One is has it been sent? Which means has the primary sent this LSN to the replica? Second is the write LSN which means has it been written to the operating system? Not necessarily flush to disk but the OS knows that it's a write that needs to be done. Thirdly, has it been flushed? So has that LSN been written to the disk on the replica? Then finally replay LSN which means the LSN that has been written to the database file. So if you do a query of this database system you will return that data. They talk about replication lag. They do have lag columns by time in the pg_stat_replication view. So you can determine the write lag, the flush lag, and the replay lag so you can know how closely the replicas are being maintained to the primary. So if you're interested in learning more you can check out this post.
The next piece of content is "How to run some tasks without user intervention, at specific times- part 2". This is from depesz.com. So this is part two of a post and this one talks about pg_cron. So it's another extension you can use with Postgres to do Cron scheduling of tasks. So if you're interested in that you can check out this blog post.
Next piece of content is actually a YouTube video: "Managing PostgreSQL with Ansible". This is from the San Francisco Bay Area PostgreSQL Users Group. This has about a 50-minute presentation on how to use Ansible to configure and set up Postgres.

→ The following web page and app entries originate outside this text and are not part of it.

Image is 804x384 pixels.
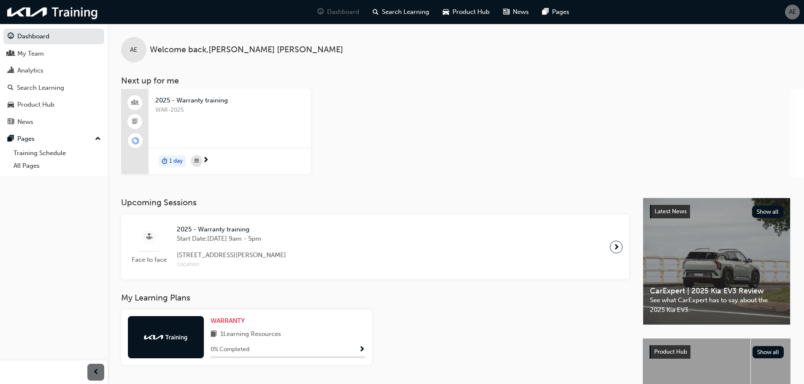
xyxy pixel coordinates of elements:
button: Pages [3,131,104,147]
a: Face to face2025 - Warranty trainingStart Date:[DATE] 9am - 5pm[STREET_ADDRESS][PERSON_NAME]Location [128,222,623,273]
span: Search Learning [382,7,429,17]
span: pages-icon [542,7,549,17]
button: Show all [753,347,784,359]
div: News [17,117,33,127]
span: sessionType_FACE_TO_FACE-icon [146,232,152,243]
a: All Pages [10,160,104,173]
button: Show all [752,206,784,218]
span: 2025 - Warranty training [155,96,304,106]
span: AE [789,7,796,17]
span: people-icon [8,50,14,58]
span: Welcome back , [PERSON_NAME] [PERSON_NAME] [150,45,343,55]
h3: Next up for me [108,76,804,86]
span: Face to face [128,255,170,265]
span: next-icon [203,157,209,165]
a: Product HubShow all [650,346,784,359]
div: Analytics [17,66,43,76]
span: car-icon [8,101,14,109]
div: Search Learning [17,83,64,93]
span: duration-icon [162,156,168,167]
a: Search Learning [3,80,104,96]
span: Latest News [655,208,687,215]
span: chart-icon [8,67,14,75]
span: search-icon [373,7,379,17]
span: Location [177,260,286,270]
span: 0 % Completed [211,345,249,355]
div: My Team [17,49,44,59]
a: car-iconProduct Hub [436,3,496,21]
span: news-icon [503,7,509,17]
span: calendar-icon [195,156,199,167]
span: Dashboard [327,7,359,17]
a: Latest NewsShow all [650,205,783,219]
a: News [3,114,104,130]
a: pages-iconPages [536,3,576,21]
div: Pages [17,134,35,144]
a: Product Hub [3,97,104,113]
a: guage-iconDashboard [311,3,366,21]
button: DashboardMy TeamAnalyticsSearch LearningProduct HubNews [3,27,104,131]
a: 2025 - Warranty trainingWAR-2025duration-icon1 day [121,89,311,174]
span: up-icon [95,134,101,145]
a: Latest NewsShow allCarExpert | 2025 Kia EV3 ReviewSee what CarExpert has to say about the 2025 Ki... [643,198,791,325]
span: 1 day [169,157,183,166]
span: Product Hub [452,7,490,17]
span: Start Date: [DATE] 9am - 5pm [177,234,286,244]
button: Show Progress [359,345,365,355]
span: WARRANTY [211,317,245,325]
span: learningRecordVerb_ENROLL-icon [132,137,139,145]
span: guage-icon [317,7,324,17]
span: pages-icon [8,135,14,143]
img: kia-training [143,333,189,342]
span: Product Hub [654,349,687,356]
span: news-icon [8,119,14,126]
a: news-iconNews [496,3,536,21]
span: search-icon [8,84,14,92]
span: News [513,7,529,17]
span: WAR-2025 [155,106,304,115]
a: WARRANTY [211,317,248,326]
span: [STREET_ADDRESS][PERSON_NAME] [177,251,286,260]
a: Analytics [3,63,104,79]
a: My Team [3,46,104,62]
button: AE [785,5,800,19]
span: book-icon [211,330,217,340]
span: people-icon [132,97,138,108]
span: prev-icon [93,368,99,378]
span: car-icon [443,7,449,17]
span: See what CarExpert has to say about the 2025 Kia EV3. [650,296,783,315]
h3: Upcoming Sessions [121,198,629,208]
span: next-icon [613,241,620,253]
img: kia-training [4,3,101,21]
a: Training Schedule [10,147,104,160]
span: AE [130,45,138,55]
a: search-iconSearch Learning [366,3,436,21]
div: Product Hub [17,100,54,110]
span: Show Progress [359,347,365,354]
span: Pages [552,7,569,17]
span: booktick-icon [132,116,138,127]
a: Dashboard [3,29,104,44]
span: guage-icon [8,33,14,41]
h3: My Learning Plans [121,293,629,303]
span: 1 Learning Resources [220,330,281,340]
span: 2025 - Warranty training [177,225,286,235]
span: CarExpert | 2025 Kia EV3 Review [650,287,783,296]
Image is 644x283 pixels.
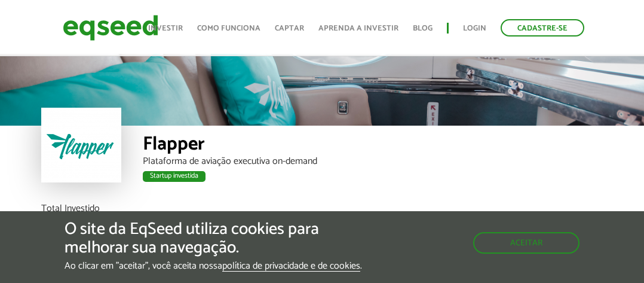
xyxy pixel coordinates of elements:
[63,12,159,43] img: EqSeed
[148,25,183,32] a: Investir
[222,261,360,271] a: política de privacidade e de cookies
[143,135,603,157] div: Flapper
[143,157,603,166] div: Plataforma de aviação executiva on-demand
[274,25,304,32] a: Captar
[197,25,261,32] a: Como funciona
[143,171,205,182] div: Startup investida
[501,19,584,37] a: Cadastre-se
[41,204,603,213] div: Total Investido
[463,25,486,32] a: Login
[65,220,373,257] h5: O site da EqSeed utiliza cookies para melhorar sua navegação.
[473,232,579,253] button: Aceitar
[319,25,399,32] a: Aprenda a investir
[65,260,373,271] p: Ao clicar em "aceitar", você aceita nossa .
[412,25,432,32] a: Blog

The next piece of content is "How to Create PostgreSQL Custom Builds and Debian packages". This is from percona.com, so it does exactly that. It walks you through the process of actually creating your own Debian packages for custom builds of Postgres.
The next piece of content is "A preliminary exploration of dynamic hashing in PostgreSQL". This is from highgo.ca. Now, this is a very internally related post to Postgres, so if that is of interest to you, you can check out this post.
Next piece of content is "Deploy PostgreSQL with TLS and Kubernetes". This is from blog.crunchydata.com. So if you use Kubernetes and want to set up TLS with Postgres, check out this post.
Also from blog.crunchydata.com is "Deploy TLS for pgBouncer in Kubernetes". So if you are setting up PgBouncer with Kubernetes, you can follow this post to determine how to set that up.
The next piece of content- "Does Post GIS 3.1 mean the end of TopologyException?". This is from elephanttamer.net. So apparently when you're doing a spatial analysis, certain activities can fail when geometries don't comply with OGC validity rules. But the hope was that with this update, these exceptions could be reduced. Unfortunately, in the testing that was done here, the conclusion was that there were still some issues with it. So he basically says you probably shouldn't hurry to update PostGIS, but if you want to learn more about that, check out this post.
The next piece of content is "BETTER OPENSTREETMAP PLACES IN POSTGIS". This is from rustprooflabs.com and they have been talking about the new flex output available in OpenStreetMap. They cover some additions and changes since 0.0.3 they were looking at 0.0.7. So if you're interested in some of the additions and changes, you can check out this blog post.
The last piece of content. The PostgreSQL person of the week is Franck Pachot. So if you're interested in learning more about Franck and his contributions to Postgres, definitely check out this blog post.